For depending on -triple, you should be able to do something like:

defm this_option : BoolOptionBase<...,
    Default<"getDefaultForThisOption(TargetOptions->Triple)",
    ...>

if I understand your use case correctly (it's important to define this_option after the definition of triple).

Maybe it's worth defining another set of derived multiclasses, something like:

defm legacy_pass_manager : DynamicBoolFOption<"legacy-pass-manager",
  "CodeGenOpts.LegacyPassManager", Default<"!static_cast<unsigned>(LLVM_ENABLE_NEW_PASS_MANAGER)">,
  TrueFlag<PosFlag, [], "Use the legacy">,
  FalseFlag<NegFlag, [], "Use the new">,
  BothFlags<[], " pass manager in LLVM">>;

WDYT?

Maybe it's worth defining another set of derived multiclasses, [...]

Another possibility of course is to make Bool*Option work this way (removing the ChangedBy, ResetBy, DefaultsToTrue, and DefaultsToFalse helpers).

(Either way, if we do add better support for dynamic defaults, I think the names SetsTo{True,False} are more clear than my previous example / suggestion {True,False}Flag.)

Thanks Duncan! I (or someone) will play around with that and see what we need to do. May take a little while, as we're about to freeze a release and then go on break for two weeks, but good to know there's a straightforward path.

thakis added a subscriber: thakis.Dec 23 2020, 7:51 AM

Heads-up: Looks like one of these changes, likely this one for CodeGen, made sanitizer output way larger: https://bugs.chromium.org/p/chromium/issues/detail?id=1161230

I verified it's due to this change. https://bugs.chromium.org/p/chromium/issues/detail?id=1161230#c15 has a stand-alone repro.

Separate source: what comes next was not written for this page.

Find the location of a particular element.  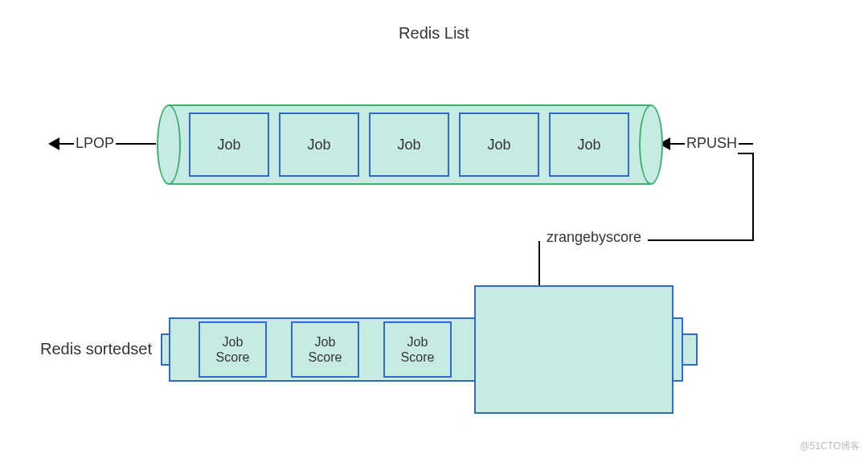

cylinder-cap-left is located at coordinates (169, 145).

I reverted this (and a bunch of stuff that landed on top of it) in 7ad666798f12456d9e663e763e17e29007c3728d for now.

...and two more in 1876a2914fe0bedf50f7be6a305f5bf35493e496. Sorry for the churn!

rnk added a subscriber: rnk.Jan 5 2021, 5:22 PM

Reposting my comment here, since this is where the discussion was:

I think this change broke -gline-tables-only functionality. I compared object files before and after this change. The new object file had a large .debug_loc section, which is only present when full debug info is enabled, and is not desired in this case.

@thakis Thanks for the heads-up and sorry for the inconvenience.

@rnk You're right. This patch accidentally changed Group<g_flags_Group> to Group<g_Group> for -g[no-]column-info. In the linked build, this caused expansion of the driver flag -gcolumn-info to cc1 flag -debug-info-kind=limited instead of the correct -debug-info-kind=tables-only.

I've fixed the Group for -g[no-]column-info and for other two flags that were affected in a similar way in. https://reviews.llvm.org/rGce8c59e6af487f0b8786ae921aa926341f0ae04f

Let me know if there are any outstanding issues.